The $500 million headquarters building of the United States Institute of Peace (USIP) may transfer to the General Services Administration (GSA) at no charge, according to court documents. Magazine WIRED reported on details of the recently filed lawsuit related to the independent think tank that has been the center of a hotly contested battle between the Department of Government Efficiency (DOGE) and former staffers.
US district judge Beryl Howell effectively allowed the transfer of the headquarters building in a decision Tuesday, according to WIRED. The building is in a prime D.C. location near the Potomac River and the National Mall.
Tensions at USIP have been building since the Trump administration fired the agency’s 10 voting board members in March. USIP staffers then denied DOGE representatives access to the building until they could gain entrance using a physical key from a former security contractor, said WIRED. Kenneth Jackson, a State Department official, assumed the role of acting president of USIP, and most staffers have now been terminated.
Recommended For You
This prompted former employees to sue Jackson, DOGE, President Donald Trump, and other administration members, seeking intervention to halt the institute's dismantling, the report said. Documents filed by the defendants indicate that a former GSA official, Nate Cavanaugh, has now replaced Jackson at USIP and has been instructed to transfer USIP’s real estate assets to GSA.
A letter from Cavanaugh to GSA acting administrator Stephen Ehikian included in the batch of court documents said, “I have concluded that it is in the best interest of USIP, the federal government, and the United States for USIP to transfer its real property located at 2301 Constitution Ave NW, Washington, D.C. 20037, to GSA and to seek an exception from the 100 percent reimbursement requirement for the building.” A separate letter from office of management and budget director Russell Vought to Ehikian approved the request for a no-cost building transfer.
“The effort to transfer the building to GSA is part of the DOGE playbook to run agencies through a wood chipper.
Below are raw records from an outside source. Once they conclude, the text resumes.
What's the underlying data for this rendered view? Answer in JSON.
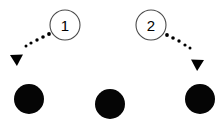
{
  "figure": {
    "kind": "motion-diagram",
    "background_color": "#ffffff",
    "ink_color": "#000000",
    "ring_stroke_color": "#4a4a4a",
    "width": 222,
    "height": 124
  },
  "steps": [
    {
      "id": "step-1",
      "label": "1",
      "marker": {
        "cx": 65,
        "cy": 25,
        "r": 15
      },
      "direction": "down-left",
      "trail": [
        {
          "cx": 49,
          "cy": 34,
          "r": 1.9
        },
        {
          "cx": 43,
          "cy": 37,
          "r": 1.8
        },
        {
          "cx": 37,
          "cy": 40,
          "r": 1.7
        },
        {
          "cx": 31,
          "cy": 43,
          "r": 1.6
        },
        {
          "cx": 26,
          "cy": 46,
          "r": 1.5
        }
      ],
      "arrow": {
        "tip_x": 10,
        "tip_y": 55,
        "angle_deg": 208,
        "size": 9
      }
    },
    {
      "id": "step-2",
      "label": "2",
      "marker": {
        "cx": 151,
        "cy": 25,
        "r": 15
      },
      "direction": "down-right",
      "trail": [
        {
          "cx": 167,
          "cy": 35,
          "r": 1.9
        },
        {
          "cx": 173,
          "cy": 38,
          "r": 1.8
        },
        {
          "cx": 179,
          "cy": 41,
          "r": 1.7
        },
        {
          "cx": 185,
          "cy": 45,
          "r": 1.6
        },
        {
          "cx": 190,
          "cy": 48,
          "r": 1.5
        }
      ],
      "arrow": {
        "tip_x": 204,
        "tip_y": 60,
        "angle_deg": 332,
        "size": 9
      }
    }
  ],
  "targets": [
    {
      "id": "target-left",
      "cx": 29,
      "cy": 99,
      "r": 15
    },
    {
      "id": "target-center",
      "cx": 110,
      "cy": 104,
      "r": 15
    },
    {
      "id": "target-right",
      "cx": 200,
      "cy": 99,
      "r": 15
    }
  ]
}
That’s what they’re trying to do,” claims George Foote, longtime outside general counsel to USIP, in the WIRED article. “They’re trying to kill the agency, which they have no right to do.”
Lawyers for the former USIP staff have filed to prevent the transfer of assets, while government lawyers say the institute is an executive agency for which the government has the statutory authority to transfer excess property to GSA under President Trump’s February executive order aimed at reining in independent agencies.
USIP is a nonpartisan organization funded by Congress and established in 1984 to promote conflict resolution and global peacebuilding.